The State of the Union address occupies a supremely weird position in American politics. It's required to at once contain the soaring aspirations of a campaign speech and the wonky detail of a meaty policy speech. Presidents are expected to walk a tightrope between appeasing their base and appealing to the sensibilities of all Americans, including the roughly half that likely would never vote for them. They have to extol America's greatness and still point out the many areas in which America needs work. It's pretty much an impossible task.

For the last six years, President Obama has had to bring a certain grimness to the State of the Union. He had a Great Recession to deal with ("our economy may be weakened and our confidence shaken," he admitted in 2009) and a slow recovery to explain (in 2011, his speech was filled with awkward calls to "win the future," because even though America had "broken the back of this recession," it still faced "challenges that have been decades in the making"). Last night, though, even in front of a Congress packed to the rafters with Republicans, Obama was able to give his first real optimistic State of the Union address, and he did a fine job with it. Early in the speech, Obama said "the shadow of crisis has passed, and the state of the union is strong," which is a long way from the 2012 presidential race, when he had to thread a difficult needle by saying the economy was improving while admitting it was nowhere near recovered yet still assuring everyone that everything was proceeding according to plan.

Obama laid out an ambitious agenda of paid sick leave, an increased minimum wage, improved broadband, community college access for everyone, and increased taxes on the top 1 percent. It sounded good. It sounded like something we should aspire to. Frankly, I wonder how the 2014 elections might have turned out if Democrats around the country ran on this platform, rather than the centrist mishmash they presented to the American people. But Council Member Kshama Sawant was right to point out in her socialist response to the State of the Union that most of these plans won't see the light of day this year. The Republican Party will ignore them, or malign them, or grind them into paste. Why, then, did Obama spend so much time talking about them?

Because that's what State of the Union addresses are for. Obama was providing a vision for the country, for his party, and for the Democrats who'll be running for his job over the next two years. He was giving them something to fight for, and articulating those causes directly to the American people. He ensured that income inequality will be a topic of debate for the next year. He moved a discussion about the rising costs of higher education back into the public sphere. He shamed our piss-poor internet infrastructure. That's what politics is all about.

Additionally, President Obama forced the Republicans to demonstrate their position as the Party of No. Here's an incomplete list of things Republicans refused to applaud last night: equal pay for women, the end of torture as an American interrogation tactic, easier access to community college, tax breaks for the middle class, a higher minimum wage, affordable childcare, the rejection of "offensive stereotypes of Muslims," and the "condemn[ation of] the persecution of women, or religious minorities, or people who are lesbian, gay, bisexual, or transgender." That's some cartoon villain bullshit, right there. They basically refused to cheer for anything but straight white Christian businessmen.

And Iowa senator Jodi Ernst's rebuttal didn't help that perception of the Republican Party, either. Ernst awkwardly tried to rebrand the Keystone Pipeline as the "Keystone Jobs Bill" (even though the bill would only "create" 35 permanent jobs), which only served to further cement the idea that Republicans are in the pocket of Big Oil. She talked about cutting the size of government, which, to a lot of Americans who happen to work for the government, sounded like the sound of more layoffs on the way. She talked about cutting regulations, which sounds to ordinary people like Congress getting too friendly with lobbyists. It's the same tired message Republicans keep pumping out, even though the national conversation has changed significantly over the last five years.

Florida representative Curt Clawson's Teabagger rebuttal was even worse, because it didn't have the discipline of Ernst's short speech. Instead, Clawson ranted about small government and staying out of bad wars at the same time that he proposed fortifying our borders and hunting down enemies abroad. Gone are the days when Teabaggers pretended to care about fiscal responsibility above all; now they're just for everything George W. Bush said he was for, and it's impossible to discern a difference between them and the mainstream Republican Party. Clawson's speech to me sounded a lot like the farting cadence of a deflating balloon; if it wasn't the Tea Party's last gasp, it sure did a fine impression of it.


PROBLEM STATEMENT
Line by line, output the data that follows exactly as written.

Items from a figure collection
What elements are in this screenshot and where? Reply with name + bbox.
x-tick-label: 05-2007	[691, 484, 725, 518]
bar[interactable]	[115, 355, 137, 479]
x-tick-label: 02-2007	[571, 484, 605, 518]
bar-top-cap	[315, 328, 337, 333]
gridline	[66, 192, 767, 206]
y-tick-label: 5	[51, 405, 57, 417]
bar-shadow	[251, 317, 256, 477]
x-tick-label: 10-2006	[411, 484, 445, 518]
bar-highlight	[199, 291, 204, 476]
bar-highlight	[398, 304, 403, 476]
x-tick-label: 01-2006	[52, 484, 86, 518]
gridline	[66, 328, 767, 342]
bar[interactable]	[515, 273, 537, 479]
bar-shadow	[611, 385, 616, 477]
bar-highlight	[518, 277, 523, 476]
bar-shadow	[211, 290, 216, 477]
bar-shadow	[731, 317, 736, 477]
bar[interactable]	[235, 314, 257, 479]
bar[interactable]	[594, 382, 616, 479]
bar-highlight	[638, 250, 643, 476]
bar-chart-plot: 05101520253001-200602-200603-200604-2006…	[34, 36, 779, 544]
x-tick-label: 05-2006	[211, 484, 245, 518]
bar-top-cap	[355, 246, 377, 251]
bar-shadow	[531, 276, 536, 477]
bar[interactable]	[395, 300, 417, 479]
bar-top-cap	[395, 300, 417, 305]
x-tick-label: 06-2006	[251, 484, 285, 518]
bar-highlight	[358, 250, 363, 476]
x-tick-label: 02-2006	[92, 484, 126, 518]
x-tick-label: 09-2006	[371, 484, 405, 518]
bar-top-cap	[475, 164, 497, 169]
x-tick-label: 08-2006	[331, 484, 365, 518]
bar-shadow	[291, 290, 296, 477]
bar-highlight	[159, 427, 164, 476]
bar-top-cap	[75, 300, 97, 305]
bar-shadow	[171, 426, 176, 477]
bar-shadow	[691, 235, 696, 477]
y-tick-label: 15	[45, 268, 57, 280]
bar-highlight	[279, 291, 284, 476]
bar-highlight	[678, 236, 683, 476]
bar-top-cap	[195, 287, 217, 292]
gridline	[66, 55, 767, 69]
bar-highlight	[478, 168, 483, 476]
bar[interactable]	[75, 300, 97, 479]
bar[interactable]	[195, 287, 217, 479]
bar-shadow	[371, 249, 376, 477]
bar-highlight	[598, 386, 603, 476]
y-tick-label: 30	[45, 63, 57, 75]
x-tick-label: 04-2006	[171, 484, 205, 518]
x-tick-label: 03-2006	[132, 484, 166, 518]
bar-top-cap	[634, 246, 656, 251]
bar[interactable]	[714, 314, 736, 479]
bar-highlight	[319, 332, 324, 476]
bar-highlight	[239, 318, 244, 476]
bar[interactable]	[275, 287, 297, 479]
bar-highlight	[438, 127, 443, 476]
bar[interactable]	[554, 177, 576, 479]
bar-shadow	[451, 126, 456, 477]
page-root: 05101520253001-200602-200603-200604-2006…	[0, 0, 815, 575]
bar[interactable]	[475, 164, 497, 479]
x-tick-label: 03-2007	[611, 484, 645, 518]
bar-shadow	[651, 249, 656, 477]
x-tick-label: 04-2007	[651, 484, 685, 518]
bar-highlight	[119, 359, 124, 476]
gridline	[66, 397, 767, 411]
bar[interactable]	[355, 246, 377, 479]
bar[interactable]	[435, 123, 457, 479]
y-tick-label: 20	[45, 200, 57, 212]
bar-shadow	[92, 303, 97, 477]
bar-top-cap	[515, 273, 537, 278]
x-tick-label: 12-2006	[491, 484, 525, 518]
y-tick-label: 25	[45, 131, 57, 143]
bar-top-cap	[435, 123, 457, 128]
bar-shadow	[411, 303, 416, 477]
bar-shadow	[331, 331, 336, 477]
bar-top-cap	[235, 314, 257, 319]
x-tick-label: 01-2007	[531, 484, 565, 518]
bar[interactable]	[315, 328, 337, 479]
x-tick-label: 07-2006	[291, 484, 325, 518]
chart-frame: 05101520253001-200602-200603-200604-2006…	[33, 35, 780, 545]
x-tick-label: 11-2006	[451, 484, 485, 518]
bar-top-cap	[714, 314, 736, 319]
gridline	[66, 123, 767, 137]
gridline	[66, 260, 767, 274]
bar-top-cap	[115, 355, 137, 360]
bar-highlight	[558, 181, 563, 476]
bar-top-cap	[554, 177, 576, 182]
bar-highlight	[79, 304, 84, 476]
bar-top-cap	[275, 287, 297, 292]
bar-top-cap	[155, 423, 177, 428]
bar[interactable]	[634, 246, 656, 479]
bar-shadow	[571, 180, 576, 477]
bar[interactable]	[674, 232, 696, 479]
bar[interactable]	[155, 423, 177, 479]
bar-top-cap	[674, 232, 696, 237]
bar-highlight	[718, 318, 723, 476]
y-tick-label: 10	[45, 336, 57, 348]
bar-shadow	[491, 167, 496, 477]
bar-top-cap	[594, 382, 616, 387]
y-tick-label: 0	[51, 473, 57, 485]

ANSWER SPACE
What elements are in this screenshot and where? Reply with name + bbox.
x-tick-label: 05-2007	[691, 484, 725, 518]
bar[interactable]	[115, 355, 137, 479]
x-tick-label: 02-2007	[571, 484, 605, 518]
bar-top-cap	[315, 328, 337, 333]
gridline	[66, 192, 767, 206]
y-tick-label: 5	[51, 405, 57, 417]
bar-shadow	[251, 317, 256, 477]
x-tick-label: 10-2006	[411, 484, 445, 518]
bar-highlight	[199, 291, 204, 476]
bar-highlight	[398, 304, 403, 476]
x-tick-label: 01-2006	[52, 484, 86, 518]
gridline	[66, 328, 767, 342]
bar[interactable]	[515, 273, 537, 479]
bar-shadow	[611, 385, 616, 477]
bar-highlight	[518, 277, 523, 476]
bar-shadow	[211, 290, 216, 477]
bar-shadow	[731, 317, 736, 477]
bar[interactable]	[235, 314, 257, 479]
bar[interactable]	[594, 382, 616, 479]
bar-highlight	[638, 250, 643, 476]
bar-chart-plot: 05101520253001-200602-200603-200604-2006…	[34, 36, 779, 544]
x-tick-label: 05-2006	[211, 484, 245, 518]
bar-top-cap	[355, 246, 377, 251]
bar-shadow	[531, 276, 536, 477]
bar[interactable]	[395, 300, 417, 479]
bar-top-cap	[395, 300, 417, 305]
x-tick-label: 06-2006	[251, 484, 285, 518]
bar-highlight	[358, 250, 363, 476]
x-tick-label: 02-2006	[92, 484, 126, 518]
x-tick-label: 09-2006	[371, 484, 405, 518]
bar-top-cap	[475, 164, 497, 169]
x-tick-label: 08-2006	[331, 484, 365, 518]
bar-shadow	[291, 290, 296, 477]
bar-highlight	[159, 427, 164, 476]
bar-top-cap	[75, 300, 97, 305]
bar-shadow	[171, 426, 176, 477]
bar-shadow	[691, 235, 696, 477]
y-tick-label: 15	[45, 268, 57, 280]
bar-highlight	[279, 291, 284, 476]
bar-highlight	[678, 236, 683, 476]
bar-top-cap	[195, 287, 217, 292]
gridline	[66, 55, 767, 69]
bar-highlight	[478, 168, 483, 476]
bar[interactable]	[75, 300, 97, 479]
bar[interactable]	[195, 287, 217, 479]
bar-shadow	[371, 249, 376, 477]
bar-highlight	[598, 386, 603, 476]
y-tick-label: 30	[45, 63, 57, 75]
x-tick-label: 04-2006	[171, 484, 205, 518]
x-tick-label: 03-2006	[132, 484, 166, 518]
bar-top-cap	[634, 246, 656, 251]
bar[interactable]	[714, 314, 736, 479]
bar-highlight	[319, 332, 324, 476]
bar-highlight	[239, 318, 244, 476]
bar[interactable]	[275, 287, 297, 479]
bar-highlight	[438, 127, 443, 476]
bar[interactable]	[554, 177, 576, 479]
bar-shadow	[451, 126, 456, 477]
page-root: 05101520253001-200602-200603-200604-2006…	[0, 0, 815, 575]
bar[interactable]	[475, 164, 497, 479]
x-tick-label: 03-2007	[611, 484, 645, 518]
bar-shadow	[651, 249, 656, 477]
x-tick-label: 04-2007	[651, 484, 685, 518]
bar-highlight	[119, 359, 124, 476]
gridline	[66, 397, 767, 411]
bar[interactable]	[355, 246, 377, 479]
bar[interactable]	[435, 123, 457, 479]
y-tick-label: 20	[45, 200, 57, 212]
bar-shadow	[92, 303, 97, 477]
bar-top-cap	[515, 273, 537, 278]
x-tick-label: 12-2006	[491, 484, 525, 518]
y-tick-label: 25	[45, 131, 57, 143]
bar-top-cap	[435, 123, 457, 128]
bar-shadow	[411, 303, 416, 477]
bar-shadow	[331, 331, 336, 477]
bar-top-cap	[235, 314, 257, 319]
x-tick-label: 01-2007	[531, 484, 565, 518]
bar[interactable]	[315, 328, 337, 479]
x-tick-label: 07-2006	[291, 484, 325, 518]
chart-frame: 05101520253001-200602-200603-200604-2006…	[33, 35, 780, 545]
x-tick-label: 11-2006	[451, 484, 485, 518]
bar-top-cap	[714, 314, 736, 319]
gridline	[66, 123, 767, 137]
gridline	[66, 260, 767, 274]
bar-top-cap	[115, 355, 137, 360]
bar-highlight	[558, 181, 563, 476]
bar-top-cap	[554, 177, 576, 182]
bar-highlight	[79, 304, 84, 476]
bar-top-cap	[275, 287, 297, 292]
bar-top-cap	[155, 423, 177, 428]
bar[interactable]	[634, 246, 656, 479]
bar-shadow	[571, 180, 576, 477]
bar[interactable]	[674, 232, 696, 479]
bar[interactable]	[155, 423, 177, 479]
bar-top-cap	[674, 232, 696, 237]
bar-highlight	[718, 318, 723, 476]
y-tick-label: 10	[45, 336, 57, 348]
bar-shadow	[491, 167, 496, 477]
bar-top-cap	[594, 382, 616, 387]
y-tick-label: 0	[51, 473, 57, 485]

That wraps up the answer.